Stored data entries
━━━━━━
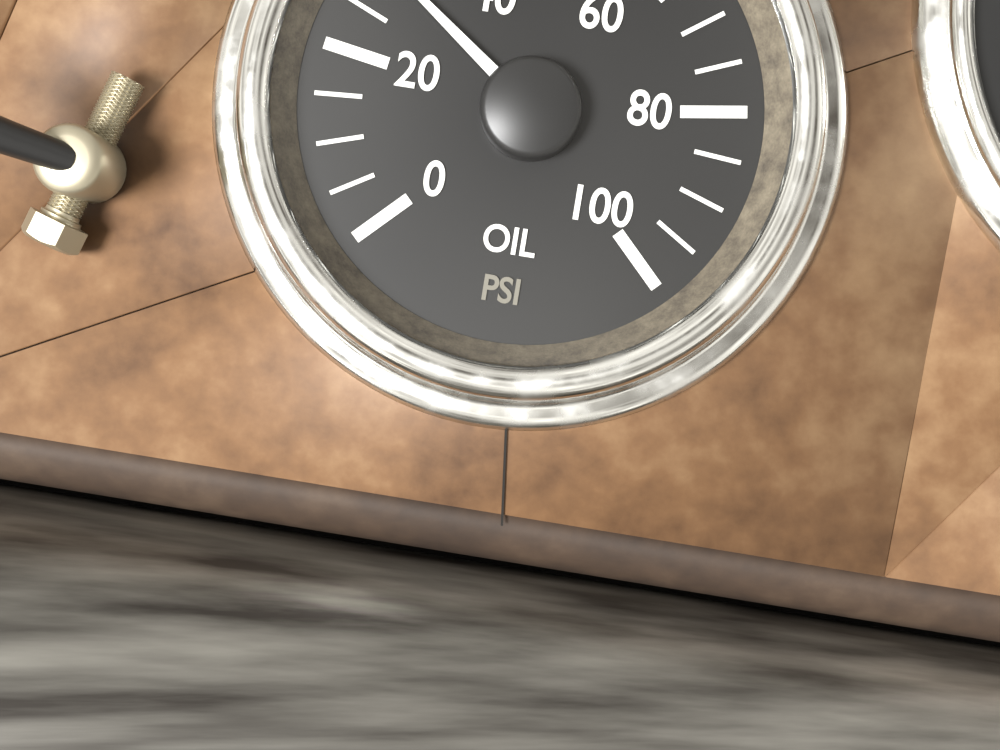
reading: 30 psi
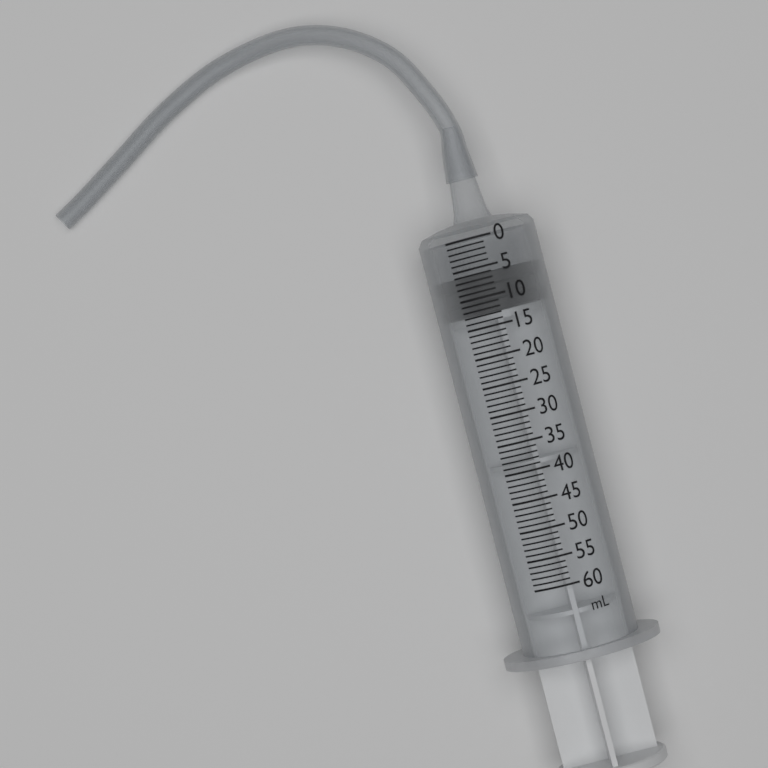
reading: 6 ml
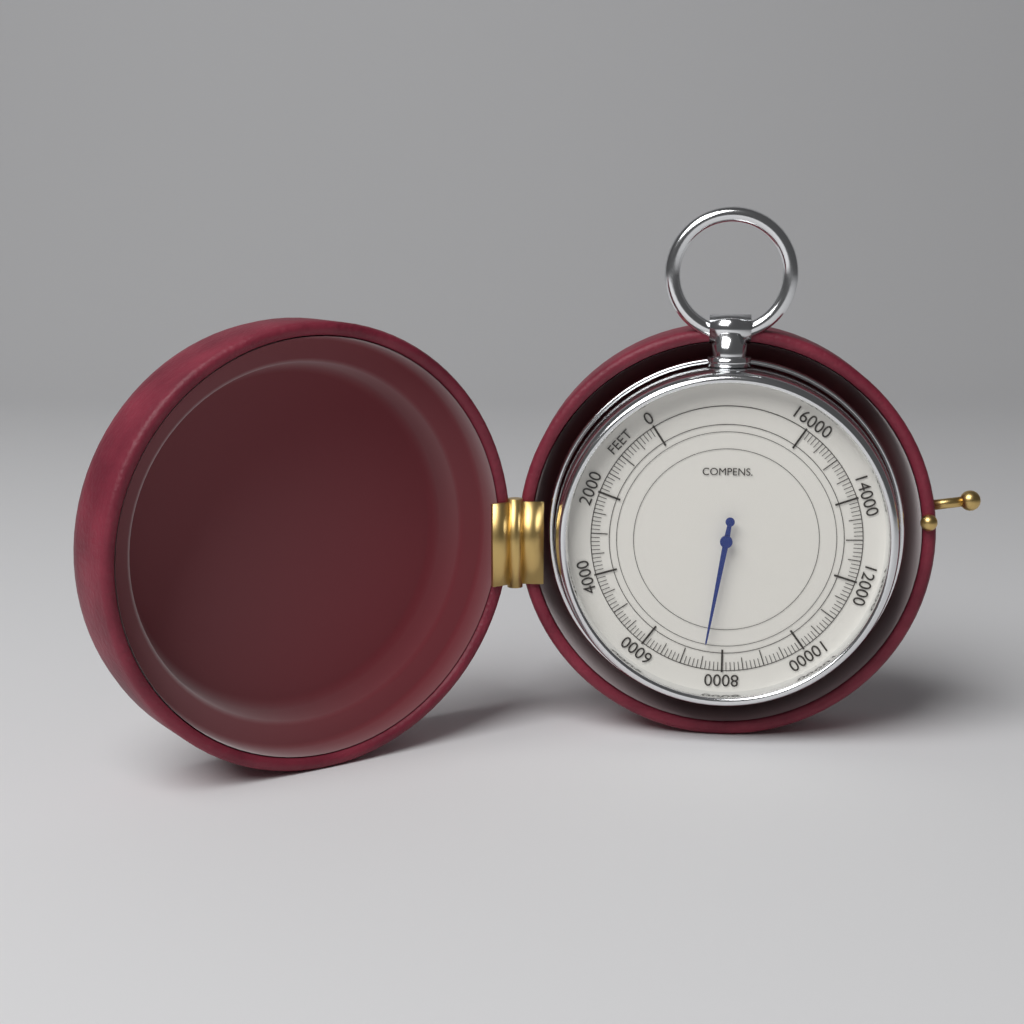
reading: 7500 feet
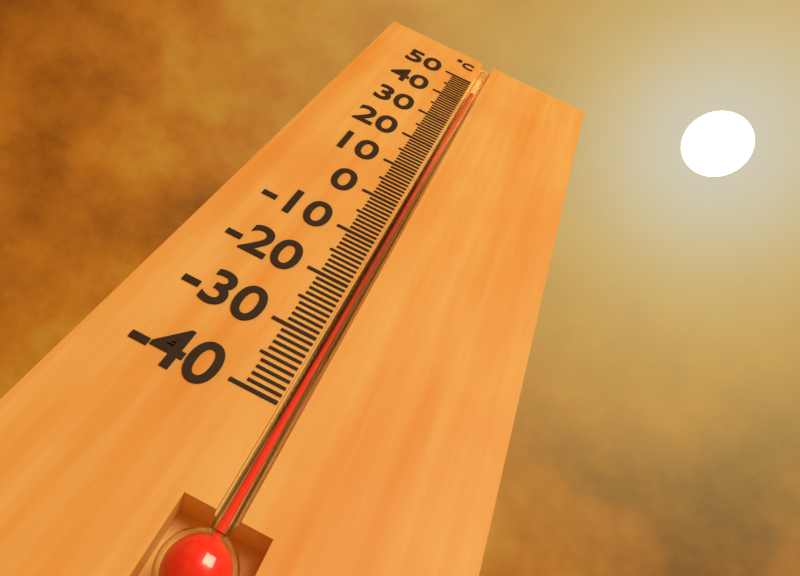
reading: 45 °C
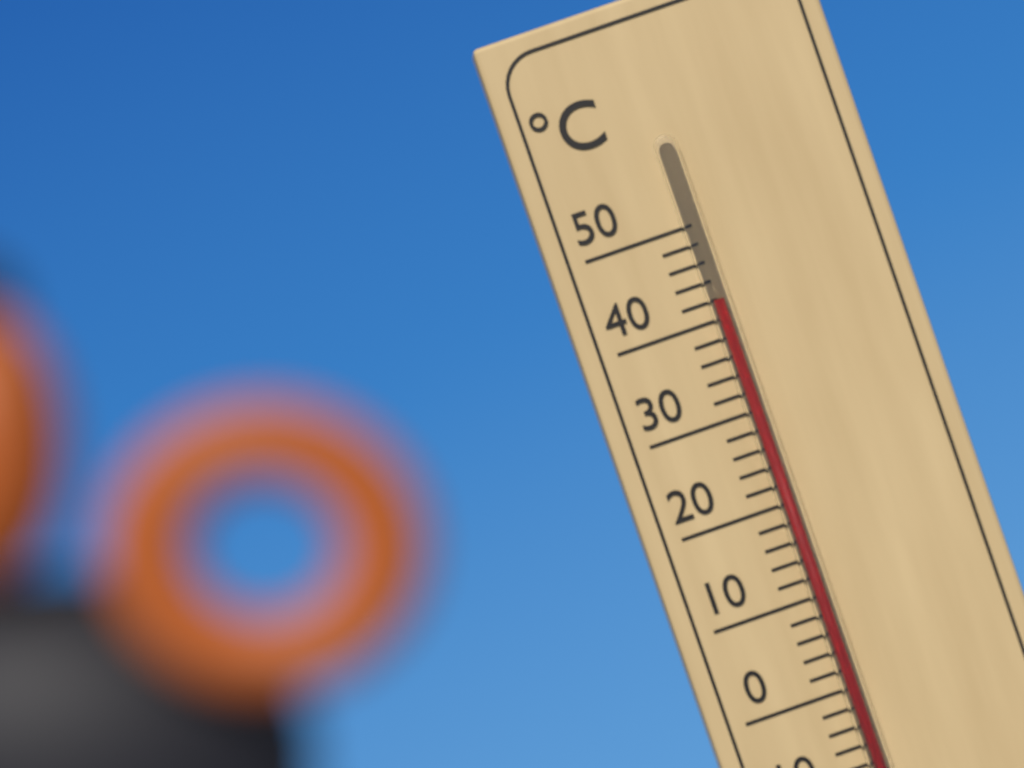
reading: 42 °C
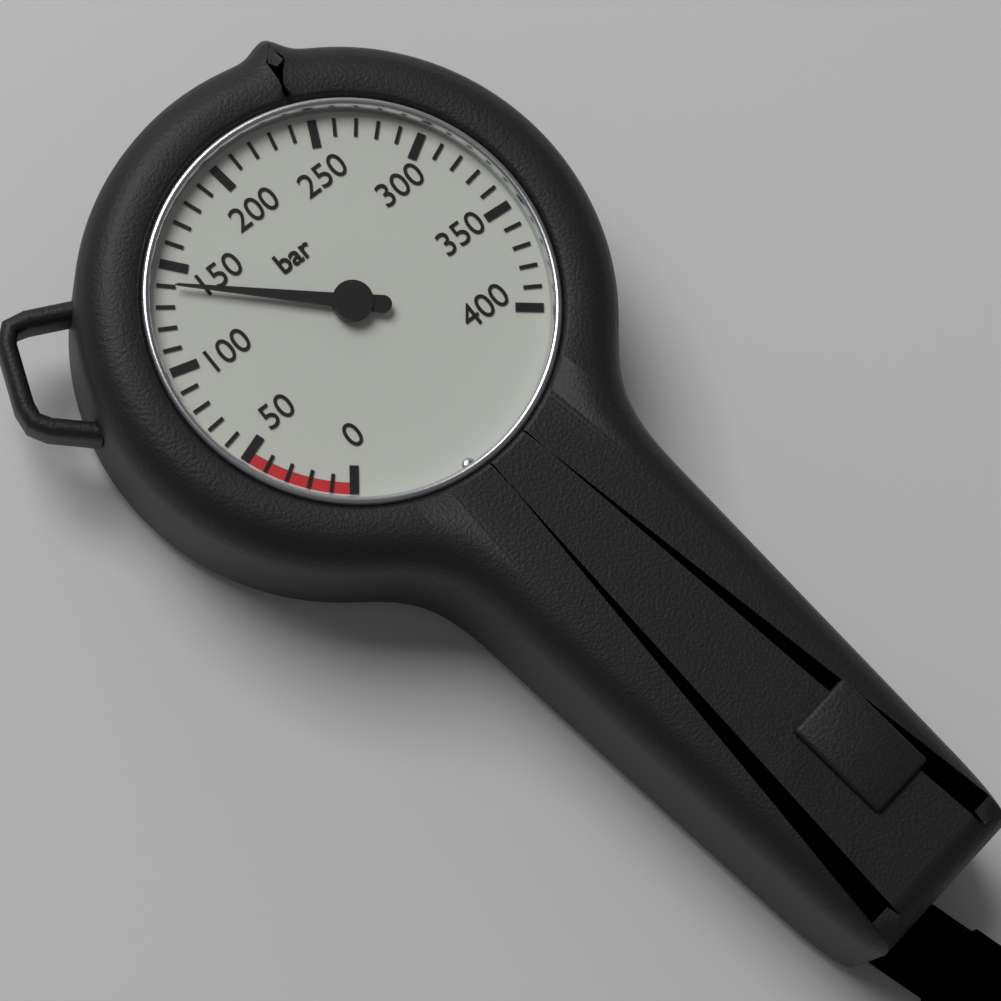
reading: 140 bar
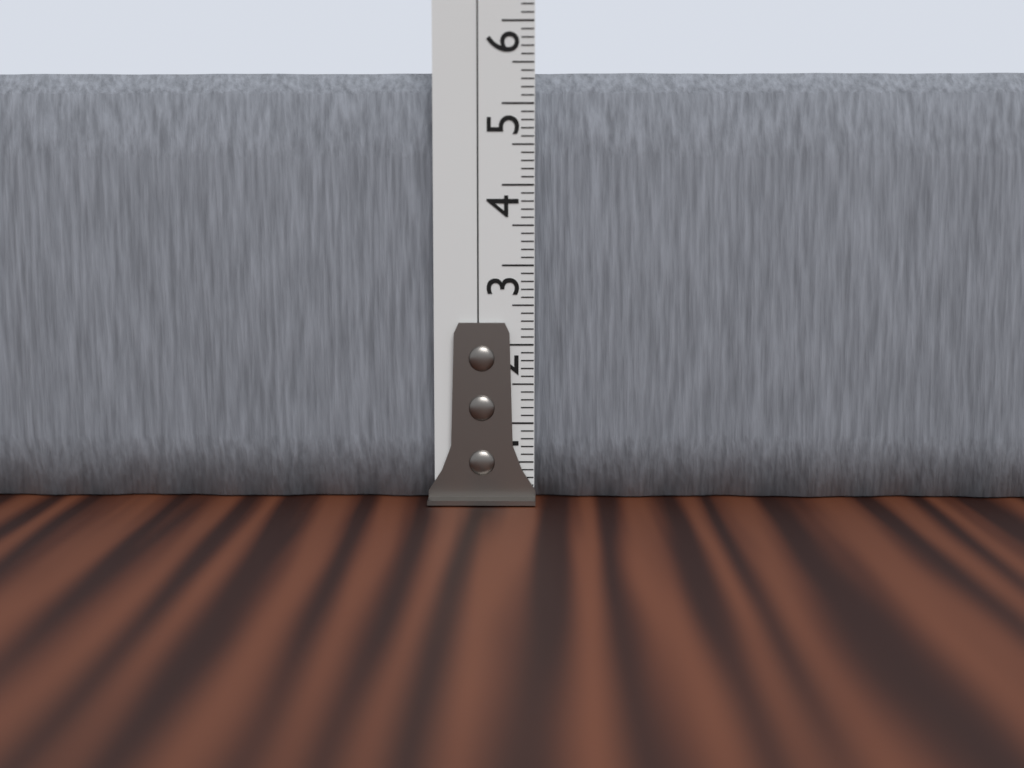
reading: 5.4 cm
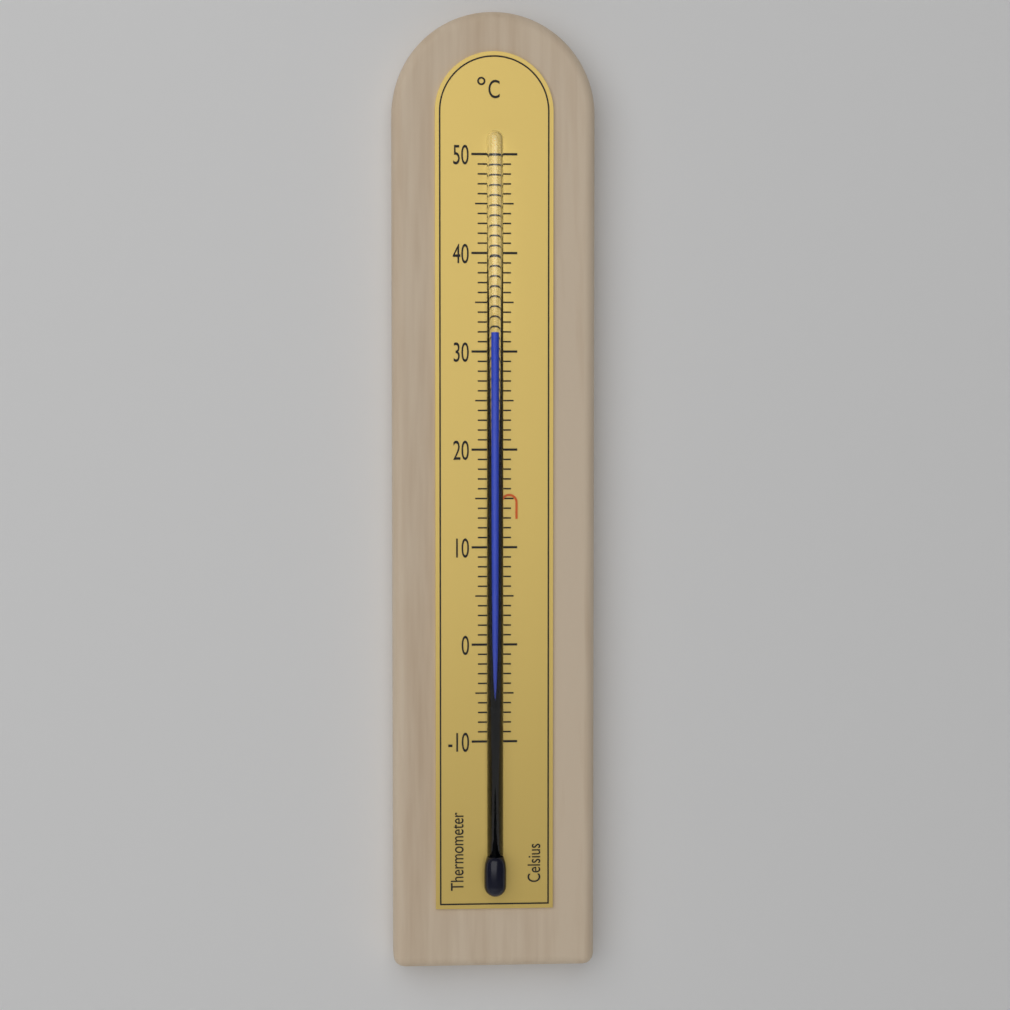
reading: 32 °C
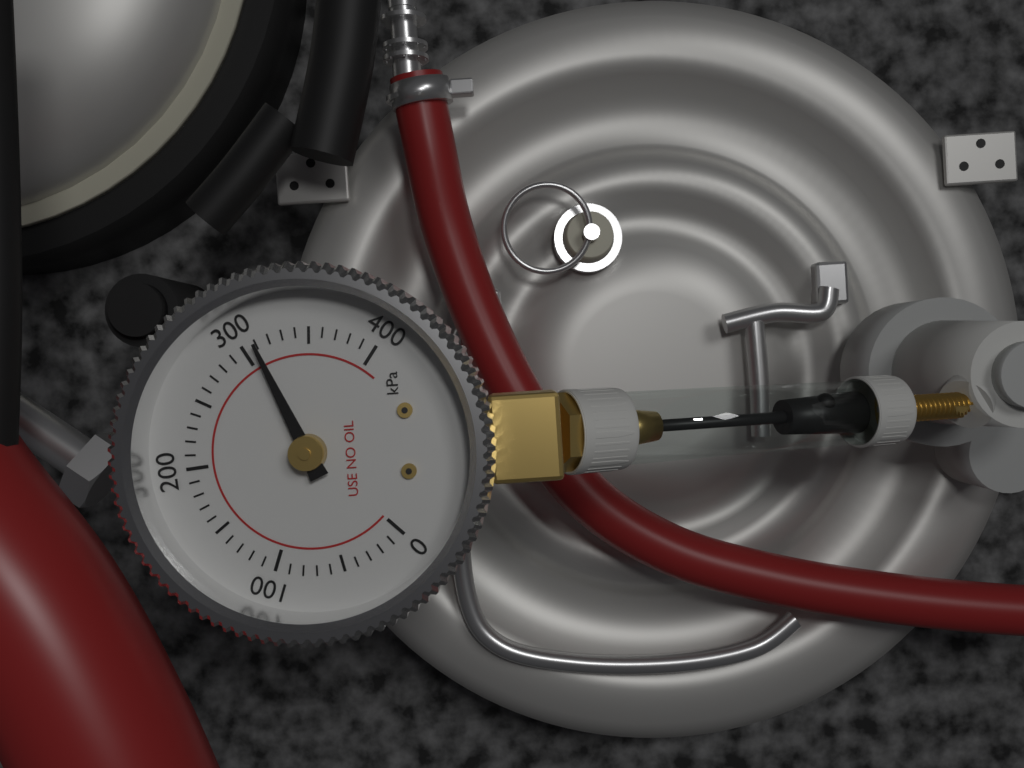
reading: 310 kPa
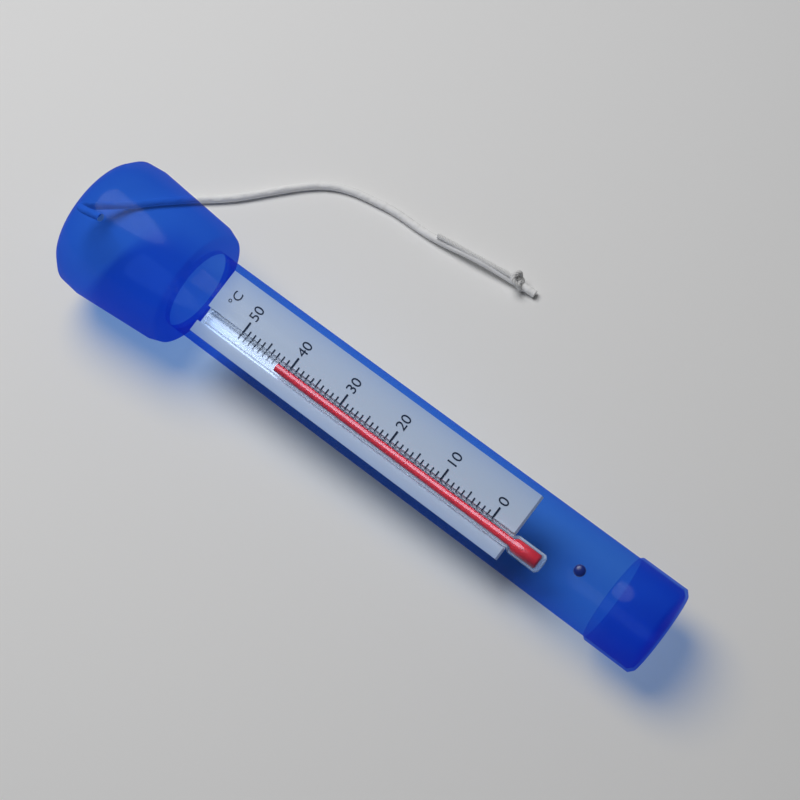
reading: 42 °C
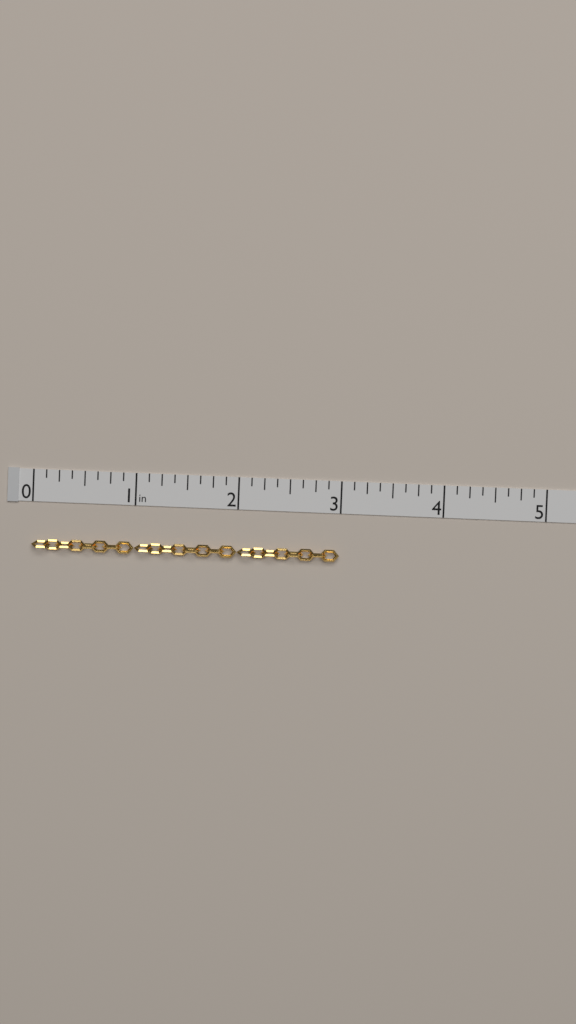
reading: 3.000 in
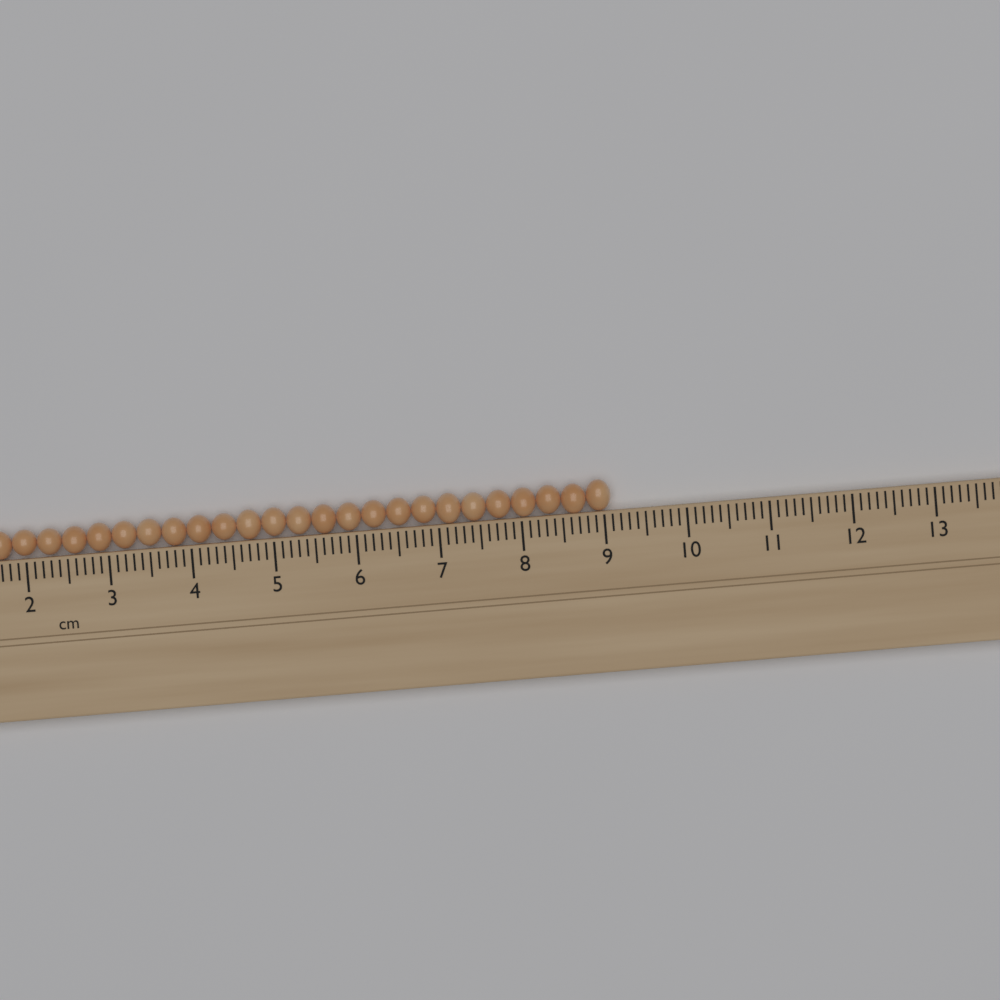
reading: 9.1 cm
━━━━━━
**TRY IT**
Leave the pictures out and print every record exactly.

**TASK ANSWER**
reading: 30 psi
reading: 6 ml
reading: 7500 feet
reading: 45 °C
reading: 42 °C
reading: 140 bar
reading: 5.4 cm
reading: 32 °C
reading: 310 kPa
reading: 42 °C
reading: 3.000 in
reading: 9.1 cm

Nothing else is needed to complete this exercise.